As soon as I saw the train I felt it was going to be a good journey. My room mates were an Asian-looking Russian guy whose name I always forgot and a fairly young Russian woman who was called Xena. He spoke some English and she seemed to understand most of what we said. It was a strange compartment, having only three beds and a big area close to the roof which I initially thought was my bed as all the beds hadn’t yet been unfolded. This really tickled the Russian guy and it broke the ice as he explained where I’d be sleeping. Soon into the journey they got out the Vodka and I drunk extremely strong Vodka and cokes with them with seemed to roughly followed a 1:1 ratio. A space physics university professor from the next compartment also invited me for Vodka with his room mates who were folk musicians, and gave me a special tape entitled “For Friends”. The pressure applied by the guitarist to drink more and more Vodka was a little worrying. Maybe only my falling over unconscious, or better still dead, would satisfy him.
I put my watch back two hours as Warsaw, and indeed the rest of Europe until I arrived in England, was two hours behind.

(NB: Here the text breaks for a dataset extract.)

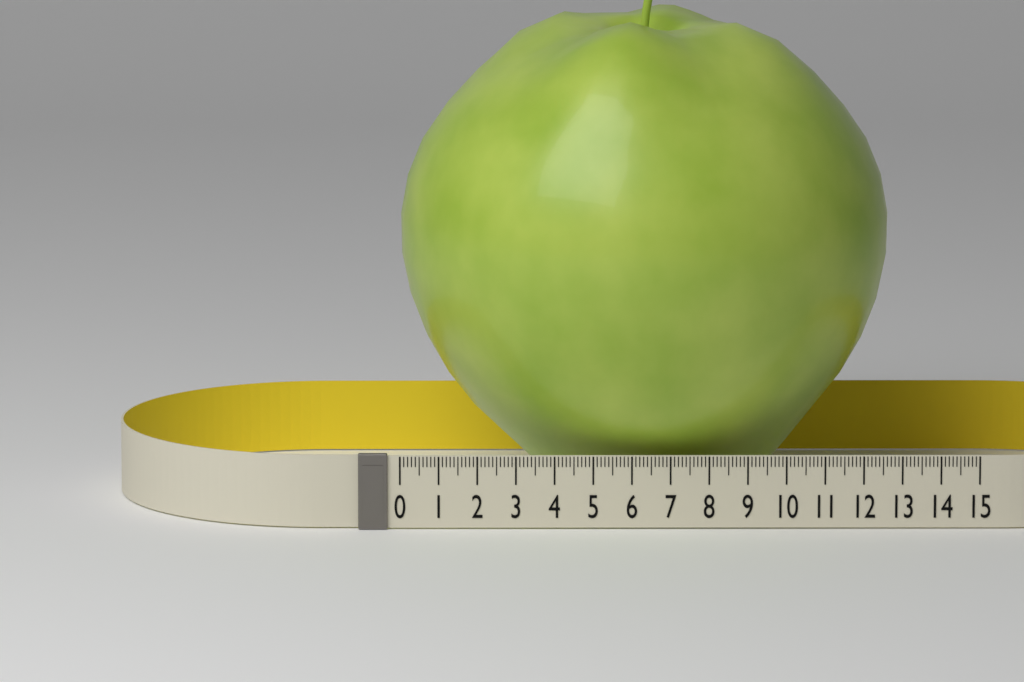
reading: 12.8 (no unit)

I woke up with a sharp hangover, even though I had followed the advice of the university professor the night before and had continually eaten during the drinking of Vodka. Very few Russians drink Vodka without food. Whereas back home such advice would be to potentially lessen a hangover, I couldn’t help but wonder if such advice in Russia is to simply stop you from dying from the stuff. Perhaps it is the constant eating while drinking that makes Russians such big burley people. Either way, I once again felt like a complete lightweight. Maybe it was the beer just before going to bed that did it for me. Either way I felt lousy. It was then about 7am. My body was still on Moscow time. You’d think that train travel across the world wouldn’t allow for any jet-lag but there must be such a thing as train-lag because I had it.

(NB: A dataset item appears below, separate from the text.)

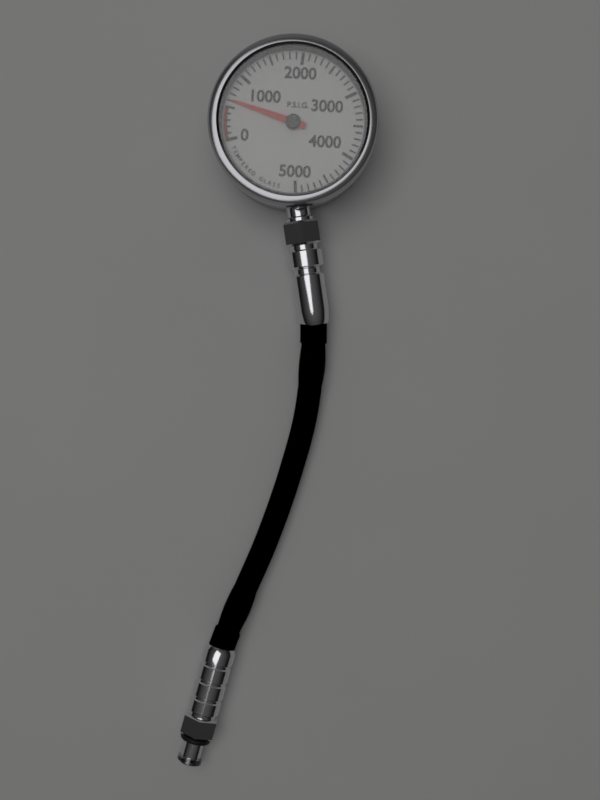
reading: 600 psig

Suddenly the guitarist came into my compartment with a glass of beer for me, which he insisted I drink. I bypassed my initially shock and disgust and forced myself to drink it to please him. Jesus I though, how far do I have to go for this guy?! It tasted awful, it being first thing in the morning, as the warm lager went down but almost immediately it took the edge of my hangover. I felt tired for the rest of the journey but was unable to sleep. The time passed uneventfully apart from the drunk guitarist whose drinking knew no boundaries. A few days previous I had arranged for a globalfreeloader to meet me at Warsaw station so I could stay at his place for the night. I had no information about him other than the fact that his name was Machiek and he was extremely tall, therefore easy to spot.